In mid-April, Russia’s Defense Ministry published a list of European companies accused of supplying drones and components to Ukraine, spanning ten countries including the United Kingdom, Germany, Czechia, the Netherlands, and Poland. Deputy Chairman of the Russian Security Council and former president Dmitry Medvedev described the list as “potential targets for the Russian Armed Forces.”

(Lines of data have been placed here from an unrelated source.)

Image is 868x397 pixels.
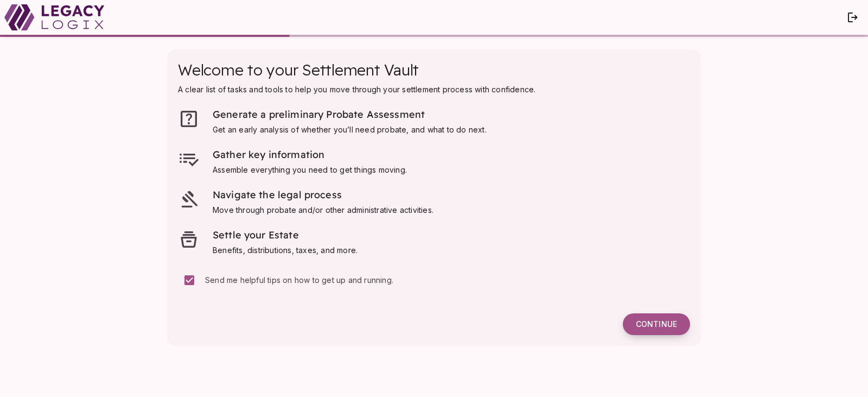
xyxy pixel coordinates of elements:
span: Assemble everything you need to get things moving. [213,165,407,174]
span: Move through probate and/or other administrative activities. [213,205,433,214]
span: A clear list of tasks and tools to help you move through your settlement process with confidence. [178,85,535,94]
button: Continue [623,313,690,335]
span: Benefits, distributions, taxes, and more. [213,245,357,255]
span: Welcome to your Settlement Vault [178,60,419,79]
span: Generate a preliminary Probate Assessment [213,108,425,121]
span: Continue [636,320,677,329]
span: Get an early analysis of whether you’ll need probate, and what to do next. [213,125,487,134]
span: Navigate the legal process [213,188,342,201]
span: Send me helpful tips on how to get up and running. [205,275,393,285]
span: Gather key information [213,148,324,161]
span: Settle your Estate [213,229,299,241]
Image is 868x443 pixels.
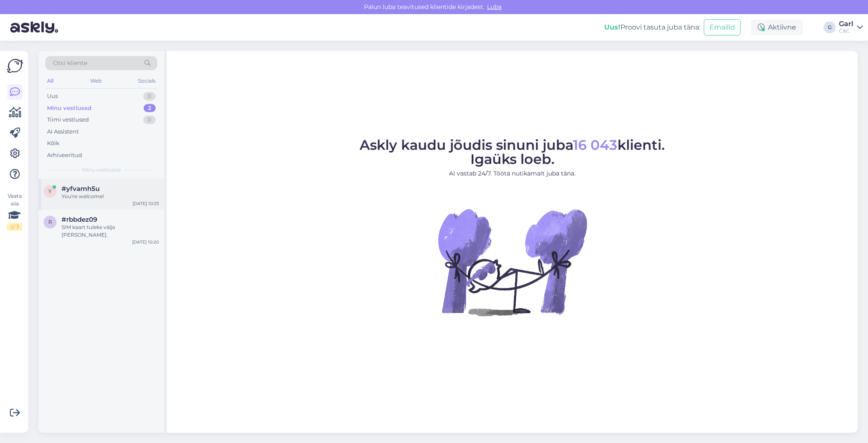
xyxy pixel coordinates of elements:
div: [DATE] 10:20 [132,239,159,245]
div: G [823,21,836,33]
div: 0 [143,116,155,124]
div: C&C [839,27,853,34]
div: SIM kaart tuleks välja [PERSON_NAME]. [62,223,159,239]
div: All [45,75,55,87]
span: Askly kaudu jõudis sinuni juba klienti. Igaüks loeb. [359,136,665,167]
span: y [49,188,52,194]
div: [DATE] 10:33 [132,200,159,207]
div: Web [88,75,103,87]
div: Uus [47,92,58,101]
div: Garl [839,21,853,27]
div: Tiimi vestlused [47,116,89,124]
span: Otsi kliente [53,59,88,68]
button: Emailid [704,19,741,36]
div: Kõik [47,139,59,148]
div: AI Assistent [47,127,78,136]
span: Minu vestlused [82,166,121,174]
div: Arhiveeritud [47,151,82,160]
div: Socials [136,75,158,87]
span: #yfvamh5u [62,185,100,193]
div: Aktiivne [751,20,803,35]
span: #rbbdez09 [62,216,97,223]
img: No Chat active [435,185,589,339]
span: r [49,219,52,225]
div: 2 [144,104,155,112]
b: Uus! [605,23,620,31]
div: 2 / 3 [7,223,22,231]
div: You're welcome! [62,193,159,200]
div: Vaata siia [7,192,22,231]
span: Luba [485,3,504,11]
div: 0 [143,92,155,101]
span: 16 043 [573,136,618,153]
div: Minu vestlused [47,104,92,112]
div: Proovi tasuta juba täna: [605,22,700,32]
p: AI vastab 24/7. Tööta nutikamalt juba täna. [359,169,665,178]
img: Askly Logo [7,58,23,74]
a: GarlC&C [839,21,863,34]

European responses came swiftly. Czechia and Germany each summoned the Russian ambassador, with Berlin calling the threats an attempt to “test European unity” and pledging not to be intimidated. The EU declined to comment on the list itself but reaffirmed its steadfast support for Ukraine, while Dutch Prime Minister Rob Jetten dismissed it as classic intimidation, as the Netherlands and Ukraine signed a €248 million (~US$282 million) joint drone production agreement.

Moscow’s move is not merely rhetorical bluster, nor is it an isolated incident. Since 2024, European governments and NATO have attributed or linked Russian actors to drone incursions, cyberattacks, espionage, and intimidation campaigns against defense industry leaders. The pattern is clear: Russia is trying to raise the political and physical costs of Europe’s support for Ukraine without triggering open conflict with NATO. Taiwan faces a parallel pattern of grey-zone hybrid pressure from China, giving Taiwan and Europe converging incentives to deepen cooperation across drone and counter-drone supply chains.